By MITRA MALEK
Palm Beach Post Staff Writer
Saturday, June 14, 2008
BOYNTON BEACH - Hernando Sanchez's eyesight had been waning since he was diagnosed with diabetes five years ago. He'd be blind soon if he didn't find help.
"What can one do as an immigrant, without insurance, without economic possibilities, to get treatment?" said Sanchez, of West Palm Beach. "Only let time pass, and give in to resignation."
Caridad Center in April sent the hotel maintenance worker to Retina Care Specialists, who for free performed surgery on one of his eyes and prescribed injections for the other.
On Friday, Caridad Center unveiled a new space for its vision program. Aker-Kasten Eye Center of Boca Raton donated the trailer and the vision service is now outside the nonprofit organization's main building.
Caridad vision program has been around for a year. But patients saw the doctor in an examination room that doubled as a surgery room.
"It was very awkward," said Dr. Louis T. Feldgoise, who heads the program.
The new "vision van" has two examination areas. Now Feldgoise can see twice as many people on Thursdays, the only day the vision program runs right now. With the new space, Caridad hopes to open the clinic five days a week.

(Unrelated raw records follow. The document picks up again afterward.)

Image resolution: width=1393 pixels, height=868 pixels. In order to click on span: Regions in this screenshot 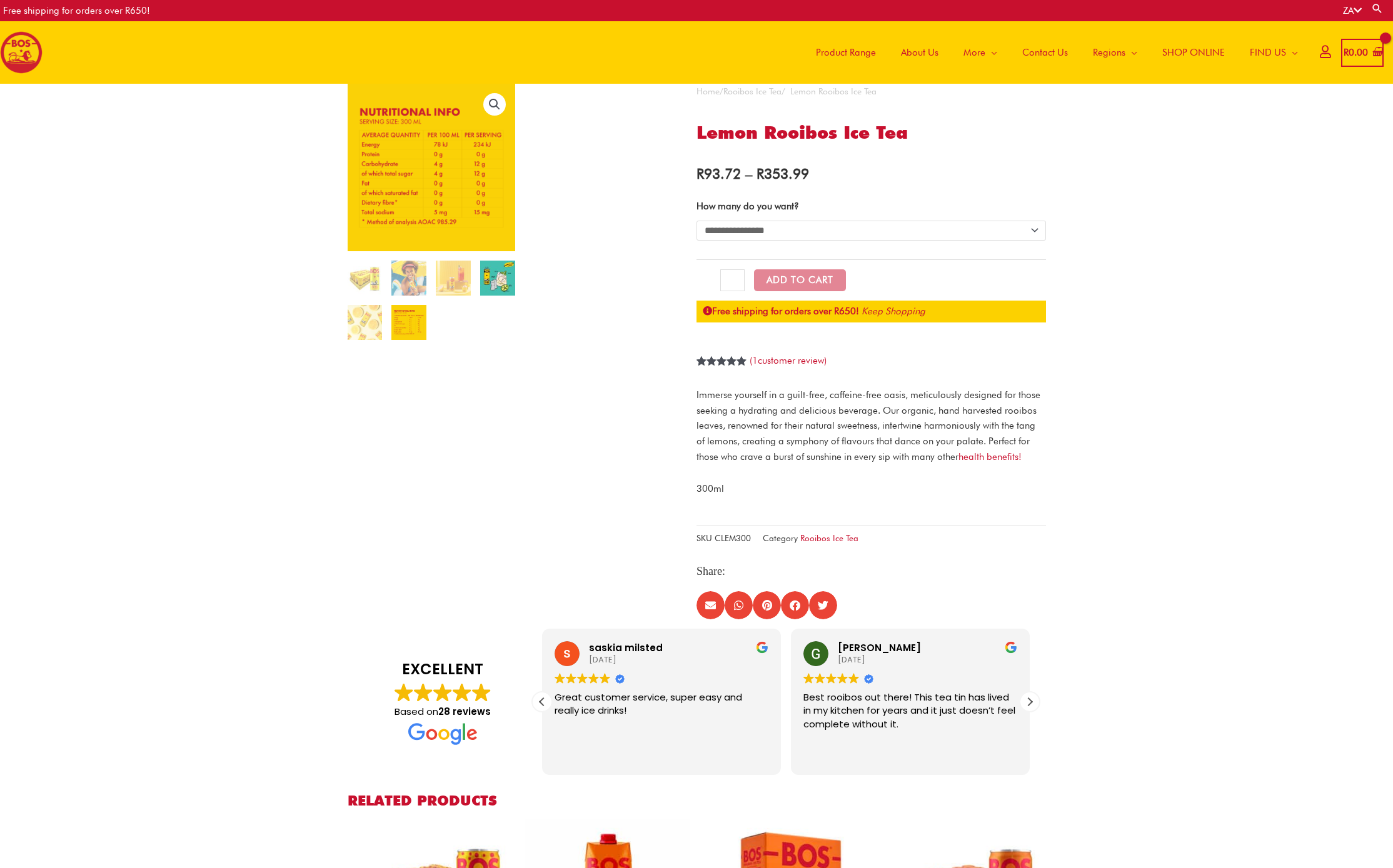, I will do `click(1109, 53)`.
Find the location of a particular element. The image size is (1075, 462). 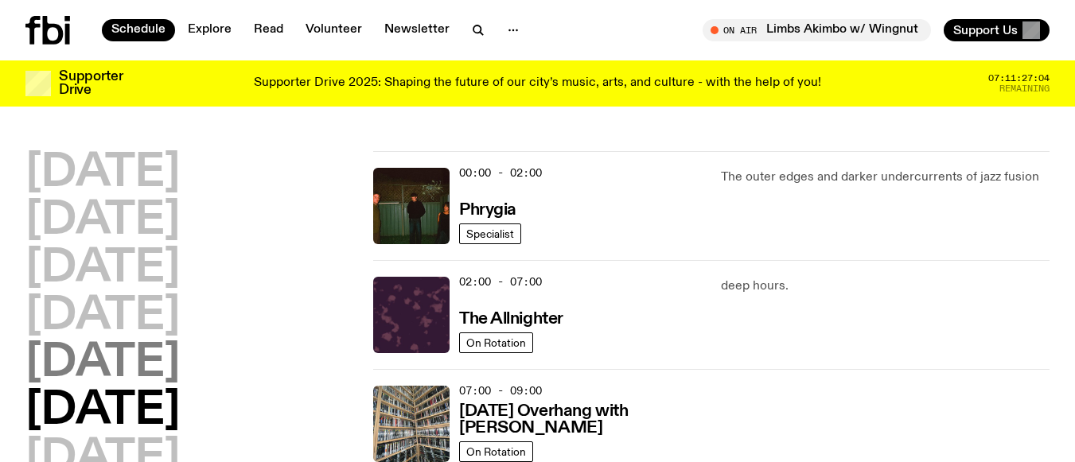

a: Schedule is located at coordinates (138, 30).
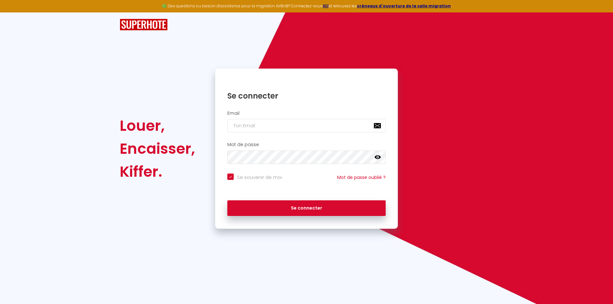 This screenshot has height=304, width=613. What do you see at coordinates (326, 6) in the screenshot?
I see `strong: ICI` at bounding box center [326, 6].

On Thursday, a 79-year-old man came to the center complaining of irritation in his left eye. A mosquito flew in there several days ago, he told Feldgoise.
"O, F, L, C, T," the man read from a chart.
"Excellenté," the doctor replied.
Feldgoise, the only on-site volunteer ophthalmologist, knows just enough Spanish to conduct an eye exam. Volunteer Antonio Armstrong helped translate the rest. Armstrong, 22, lives in Puerto Rico but is staying in the county through next month to volunteer at Caridad before he heads to medical school.
"The patients are so appreciative," Feldgoise said.
Feldgoise, a retired ophthalmologist, is one of 500 volunteers who give thousands of uninsured residents free medical care at Caridad. Sometimes the center sends patients to outside offices for more complicated treatment, as in Sanchez's case.
Dr. Adrian Laviña, who treated Sanchez, said his Palm Beach Gardens practice has treated about five Caridad patients for free since it joined the center half a year ago.
"It feels good to help people who I know have true need," Laviña said. "At its heart, that's what medicine is about."